They live on the fringes of the state, literally, but Gujarat’s tribal population has been at the state’s political centre since Congress president Sonia Gandhi’s massive rally at Devgadh Baria in Dahod in January this year.
Seeing Sonia’s success, the BJP government responded with a
Rs 15,000-cr Van Bandhu package in April 2007 to woo the Scheduled Tribe (ST) voters. And now Chief Minister Narendra Modi has launched a Rath Yatra through Panchmahals and Dahod. The road show, as it’s called, rolled out on December 5 following internal BJP reports that the party was faring poorly in these tribal districts.
Though a traditional Congress bastion—having been an integral part of the KHAM (Kshatriya, Harijan, Adivasi, and Muslim) combination—the Hindutva wave in 2002 won over the tribals for the BJP. Of the 26 reserved ST seats in the state that run along its eastern border with Maharashtra, Madhya Pradesh and Rajasthan, the BJP cornered 14 in 2002. In 1998, they had got only eight.
The imprint of Godhra on the result was clear: the BJP increased its vote share from 34.01 per cent in 1998 to 53.97 per cent in the tribal seats that come under riot-affected central Gujarat region. The Congress registered a fall from 51.38 in 1998 to 34.86 in 2002.
It remains to be seen how the parties fare in an election minus the emotionally charged environment. The Congress is confident that its traditional support base will be back with it. The party shows the reversal in 2004 as proof of tribals returning to its fold. Of the eight Lok Sabha seats that have sizeable tribal votes, five came to the Congress: Valsad, Mandvi, Chotaudepur, Sabarkantha and Banaskantha.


Work instructions: Your job is to report every line of the entries that has "axis".

Data in this exercise:
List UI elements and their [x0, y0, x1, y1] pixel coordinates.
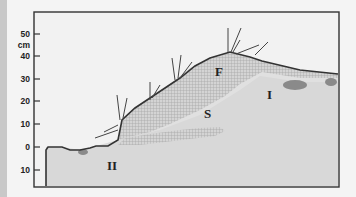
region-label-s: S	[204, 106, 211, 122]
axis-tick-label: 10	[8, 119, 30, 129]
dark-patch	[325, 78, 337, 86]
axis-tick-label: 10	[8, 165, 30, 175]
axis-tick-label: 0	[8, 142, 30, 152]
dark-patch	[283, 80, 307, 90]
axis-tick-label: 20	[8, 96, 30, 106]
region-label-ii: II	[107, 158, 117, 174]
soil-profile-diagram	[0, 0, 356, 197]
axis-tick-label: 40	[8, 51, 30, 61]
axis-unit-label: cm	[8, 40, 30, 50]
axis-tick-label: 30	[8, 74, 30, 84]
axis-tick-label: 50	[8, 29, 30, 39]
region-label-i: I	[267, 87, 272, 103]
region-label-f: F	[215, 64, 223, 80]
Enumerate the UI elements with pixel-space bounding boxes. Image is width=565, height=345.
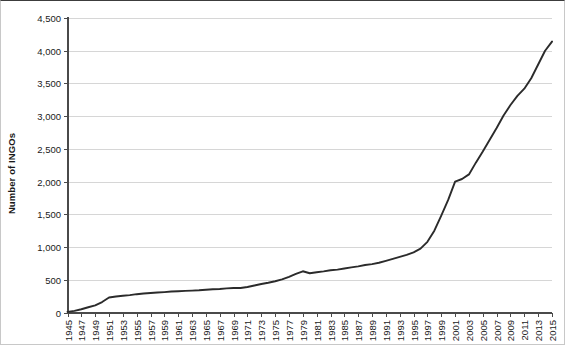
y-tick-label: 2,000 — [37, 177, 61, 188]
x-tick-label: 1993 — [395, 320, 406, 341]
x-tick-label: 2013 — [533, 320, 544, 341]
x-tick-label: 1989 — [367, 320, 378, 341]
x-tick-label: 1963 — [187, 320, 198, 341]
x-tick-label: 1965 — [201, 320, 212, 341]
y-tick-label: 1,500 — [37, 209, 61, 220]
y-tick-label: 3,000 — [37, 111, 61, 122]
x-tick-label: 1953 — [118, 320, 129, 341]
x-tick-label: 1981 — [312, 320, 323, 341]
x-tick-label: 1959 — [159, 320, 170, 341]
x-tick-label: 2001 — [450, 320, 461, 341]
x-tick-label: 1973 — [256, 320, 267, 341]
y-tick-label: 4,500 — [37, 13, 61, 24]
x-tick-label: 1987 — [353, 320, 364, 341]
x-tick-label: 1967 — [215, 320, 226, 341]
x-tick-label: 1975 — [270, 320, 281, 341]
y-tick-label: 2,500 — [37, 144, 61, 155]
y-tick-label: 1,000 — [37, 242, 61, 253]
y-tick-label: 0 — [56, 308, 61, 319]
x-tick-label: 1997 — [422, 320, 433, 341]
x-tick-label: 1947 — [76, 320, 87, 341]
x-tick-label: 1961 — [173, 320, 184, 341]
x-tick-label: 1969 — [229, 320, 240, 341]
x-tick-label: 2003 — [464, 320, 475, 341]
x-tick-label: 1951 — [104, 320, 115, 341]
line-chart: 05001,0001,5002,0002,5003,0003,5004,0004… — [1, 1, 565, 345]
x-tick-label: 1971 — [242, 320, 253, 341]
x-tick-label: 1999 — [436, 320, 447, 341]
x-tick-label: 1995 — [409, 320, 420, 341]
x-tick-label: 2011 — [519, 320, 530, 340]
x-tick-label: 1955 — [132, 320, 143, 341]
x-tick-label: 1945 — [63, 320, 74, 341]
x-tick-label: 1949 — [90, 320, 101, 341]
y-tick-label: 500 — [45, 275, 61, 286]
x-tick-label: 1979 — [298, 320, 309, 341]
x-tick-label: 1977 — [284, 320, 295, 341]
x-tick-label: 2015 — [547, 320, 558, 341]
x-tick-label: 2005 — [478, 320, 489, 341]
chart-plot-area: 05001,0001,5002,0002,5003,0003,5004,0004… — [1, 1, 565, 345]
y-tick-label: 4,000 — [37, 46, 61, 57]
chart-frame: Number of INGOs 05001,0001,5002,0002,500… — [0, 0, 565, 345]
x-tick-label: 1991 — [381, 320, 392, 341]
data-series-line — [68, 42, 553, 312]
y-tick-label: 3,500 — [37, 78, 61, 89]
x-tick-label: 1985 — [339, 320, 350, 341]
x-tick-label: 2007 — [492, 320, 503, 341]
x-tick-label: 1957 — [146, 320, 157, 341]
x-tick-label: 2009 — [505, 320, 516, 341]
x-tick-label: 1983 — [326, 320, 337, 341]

Finished exercise:
axis-tick-label: 10	[8, 119, 30, 129]
axis-tick-label: 10	[8, 165, 30, 175]
axis-tick-label: 0	[8, 142, 30, 152]
axis-tick-label: 20	[8, 96, 30, 106]
axis-tick-label: 40	[8, 51, 30, 61]
axis-unit-label: cm	[8, 40, 30, 50]
axis-tick-label: 30	[8, 74, 30, 84]
axis-tick-label: 50	[8, 29, 30, 39]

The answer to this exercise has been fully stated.